_What is being asked:_ Without including any pictures, write out the data below exactly.

_Pixel coordinate grounding data:_
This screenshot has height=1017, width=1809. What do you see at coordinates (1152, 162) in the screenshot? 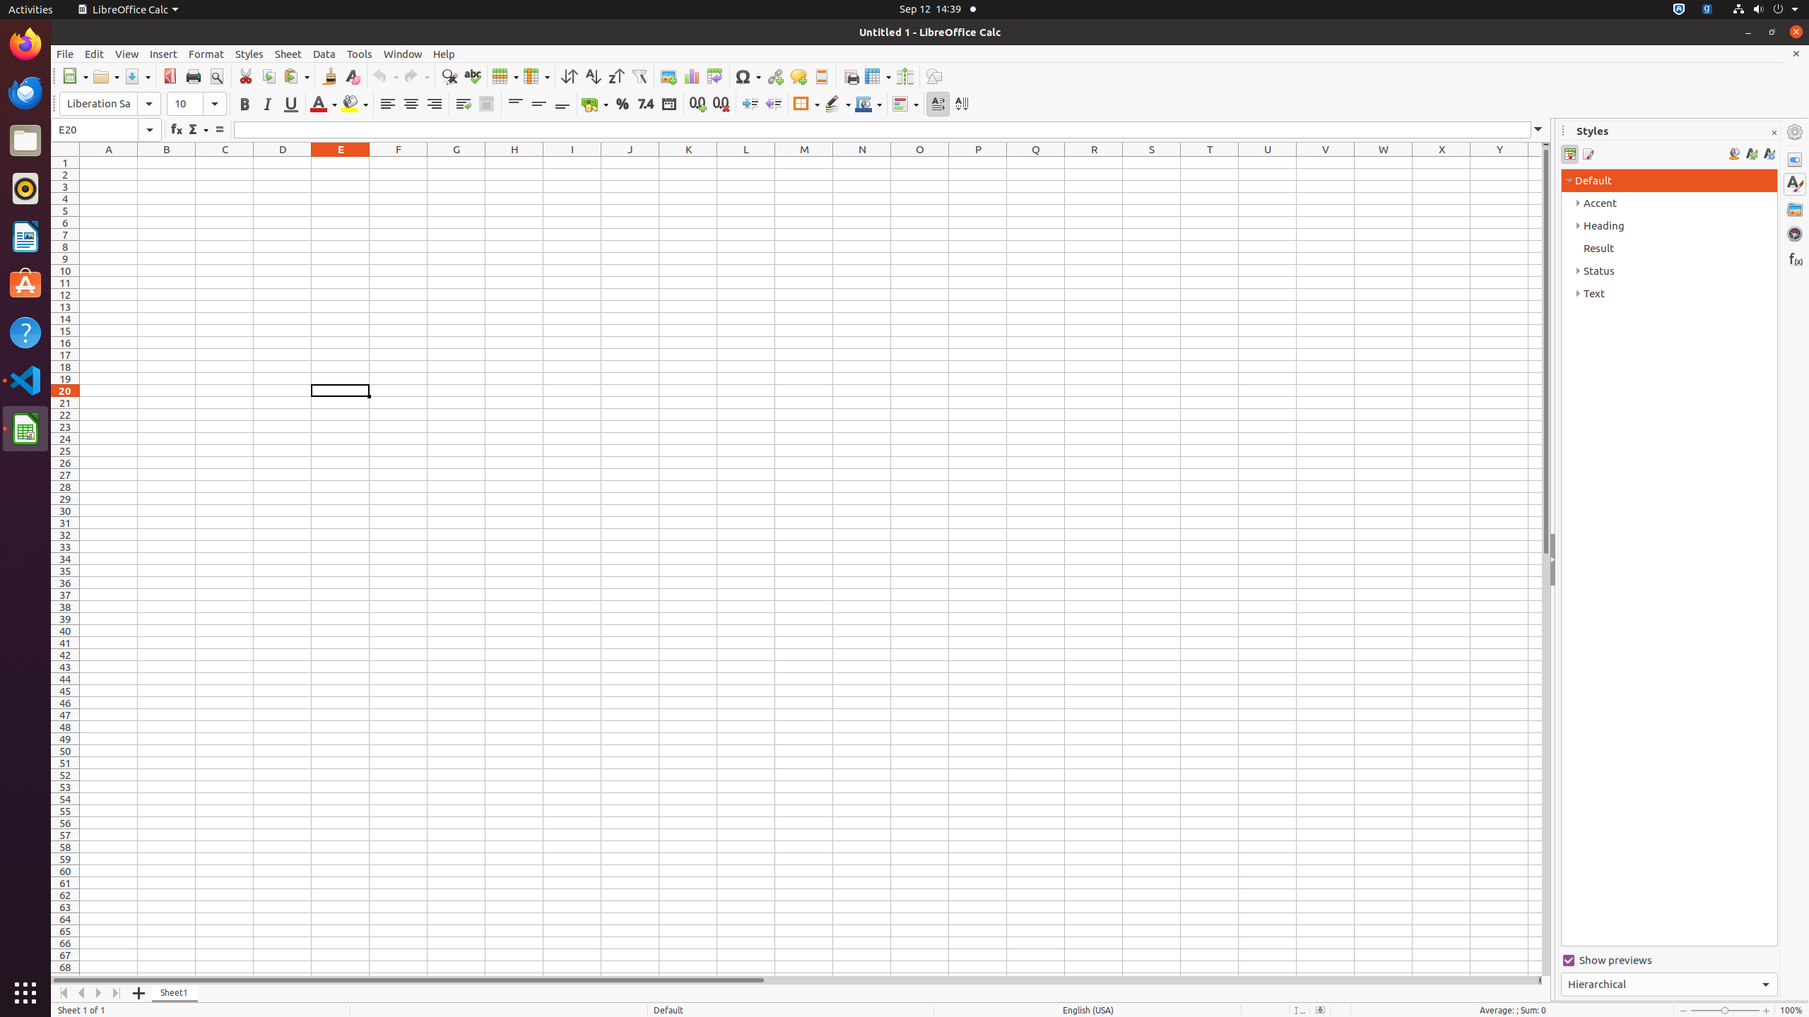
I see `S1` at bounding box center [1152, 162].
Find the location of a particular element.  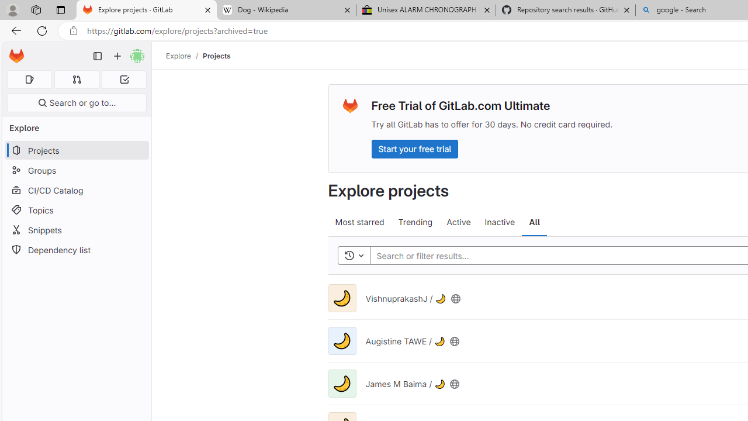

Dependency list is located at coordinates (76, 250).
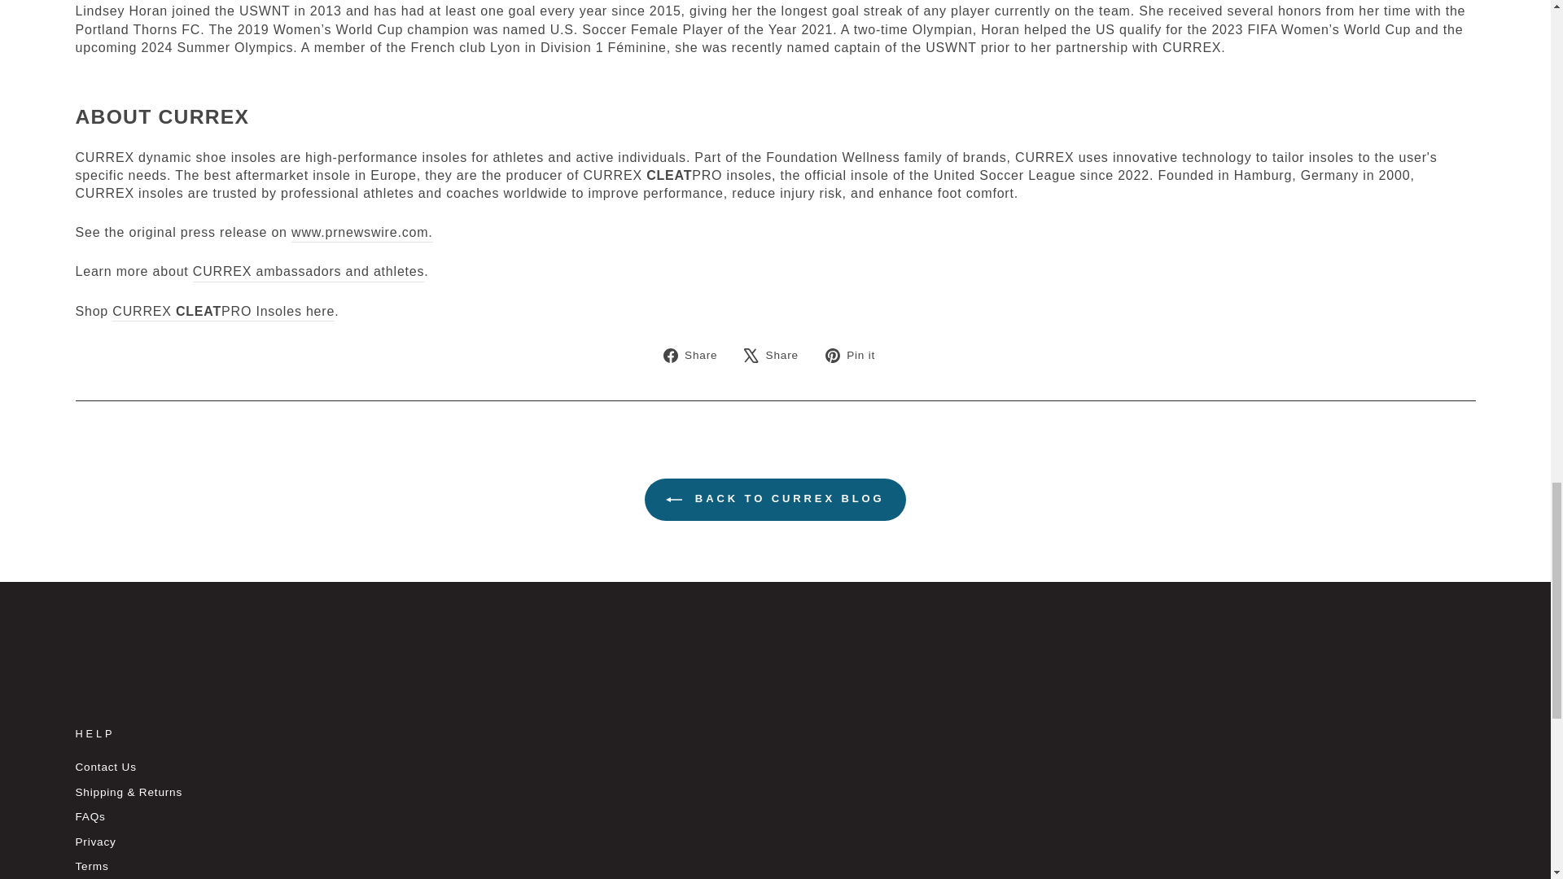 The width and height of the screenshot is (1563, 879). I want to click on Tweet on X, so click(777, 355).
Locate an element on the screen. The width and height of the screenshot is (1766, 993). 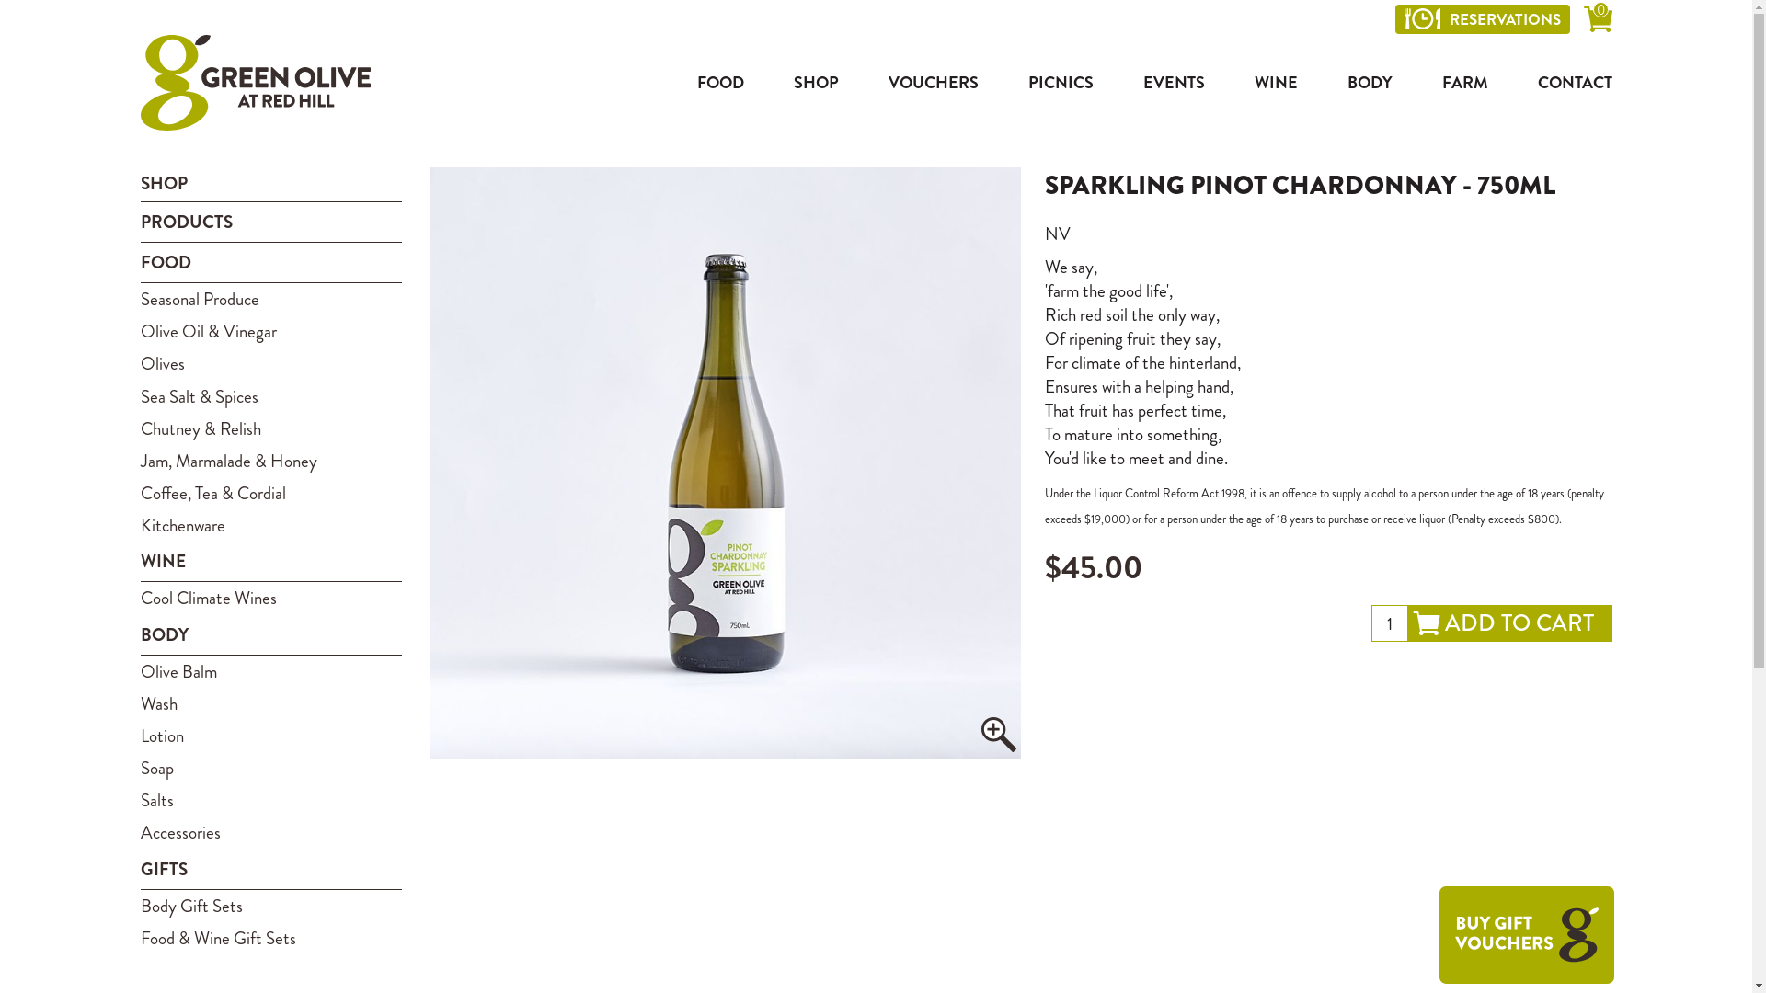
Olive Balm is located at coordinates (270, 671).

_Response to the exercise:_
This screenshot has height=1017, width=1809. What do you see at coordinates (1152, 162) in the screenshot? 
I see `S1` at bounding box center [1152, 162].
Find the location of a particular element.  

Dependency list is located at coordinates (76, 250).
 The width and height of the screenshot is (1563, 879). I want to click on Tweet on X, so click(777, 355).
Locate an element on the screen. The width and height of the screenshot is (1766, 993). 
Olive Balm is located at coordinates (270, 671).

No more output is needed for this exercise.